The humanitarian world rose up against this indiscriminate massacre. George Harrison and Pandit Ravi Shankar organized ‘Concert for Bangladesh’. Humanitarians gathered in New Delhi, Paris and London. Philosopher Andre Malraux announced the formation of an ‘international brigade’ on behalf of Bangladesh. Researcher Robert Pine in his book ‘Massacre, The Tragedy at Bangladesh’ quotes Yahya Khan as saying, ‘Kill three million of them, the rest will live by eating from our hands.’

During the Liberation War, US Senator Edward Kennedy visited the refugee camps along the Indian border and accused the Pakistani army of genocide. In the ‘Guinness Book of World Records’, the massacre in Bangladesh is mentioned as one of the five worst genocides of the 20th century. In 2002, George Washington University’s ‘Security Archives’ released their declassified documents. In this, the hellish massacre of Bangladesh is identified as ‘Selective Genocide’. Archer Blood, the US consul general in Dhaka, sent an urgent diplomatic message to Washington describing the massive massacre by Pakistani forces. University of Hawaii professor and researcher RJ Rummel writes, ‘These would-be assassins were deeply imbued with anti-Bengali racism, particularly against Hindus. They compared Bengalis with monkeys and chickens. Therefore, the army killed everyone.’

The UN has already recognized the genocides of Armenia, Rwanda, Cambodia, Sierra Leone, Bosnia. But Bangladesh did not recognize the genocide! But in 1971 in just 9 months and the speed with which people were killed on the soil of Bangladesh is a unique precedent in world history. According to the report of an international organization in 1981, among all the genocides in the world, the number of people killed in Bangladesh in a very short period of time is the highest. 6,000 to 12,000 people died every day. But this rate of Cambodia was 1 thousand 200.

But history has its own power, with which it defends its truth. Belatedly, the Lemkin Institute and Genocide Watch, an influential international organization on genocide, issued a statement to acknowledge the genocide in Bangladesh. A bill has even recently been introduced in the US House of Representatives.

Crimes like genocide are not trivial. Therefore, Bangladesh needs to develop a roadmap first. Second, the government must make a formal request to the United Nations. Information, evidence and reasoned appeals must be provided. Thirdly, Bangladesh has to play an active role in the diplomatic field, to get the support of the countries and organizations that were supporters of Bangladesh’s liberation war.

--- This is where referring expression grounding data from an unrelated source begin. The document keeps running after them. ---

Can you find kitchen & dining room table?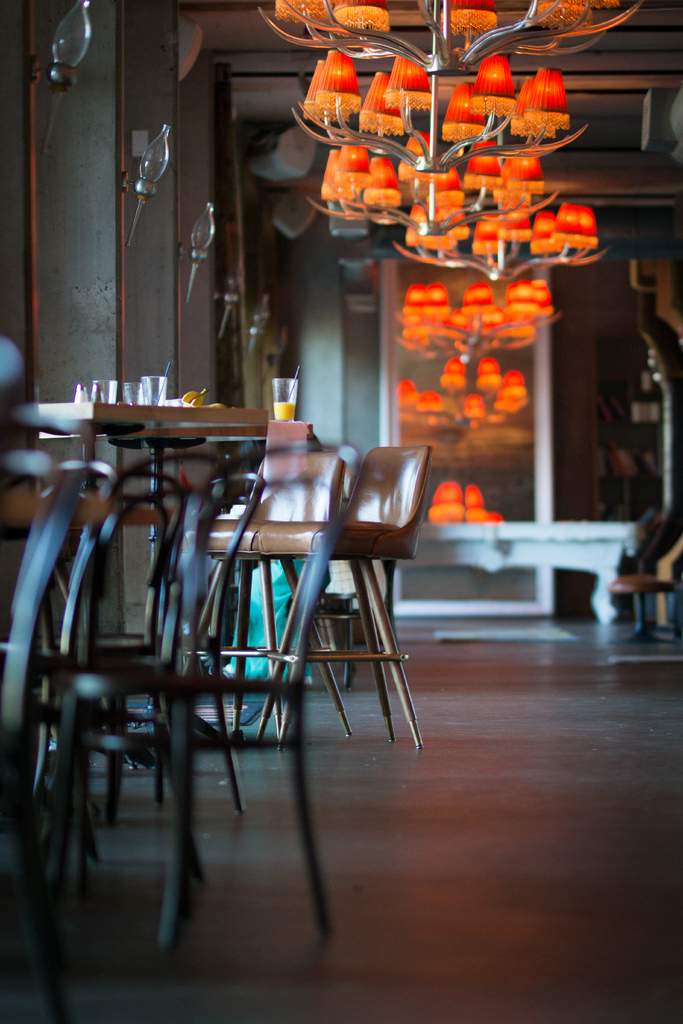
Yes, bounding box: [x1=0, y1=393, x2=265, y2=867].
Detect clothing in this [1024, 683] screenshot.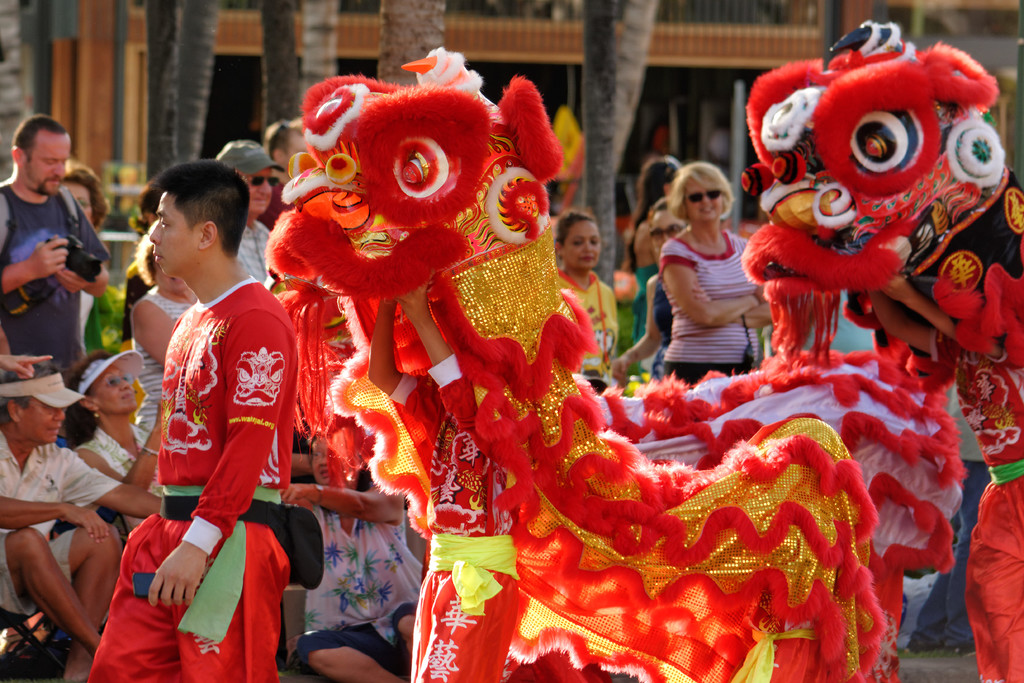
Detection: [left=98, top=158, right=307, bottom=682].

Fourthly, school-college-madrasa textbooks should include details of Pakistani genocide. Genocide monuments should be preserved across the country, including major genocide sites.

Fifth, Bangladesh should initiate the process of trial of 195 Pakistani war criminals. The statements made by the Pakistan government before and after the India-Bangladesh-Pakistan trilateral agreement regarding the trial of war criminals should be used. Bangladesh has to play its full role as a victim state rather than self-defence. Sixth, the diaspora Bengali and humanitarian world community should be involved in this process. Seventhly, international campaigns aimed at awakening global conscience should be strengthened.

It should be remembered that just as our 21st February has received international recognition, the Mangal Shobhayatra of Pahela Boishakh has received global recognition, the genocide of 1971 will also receive recognition. It’s just a matter of time.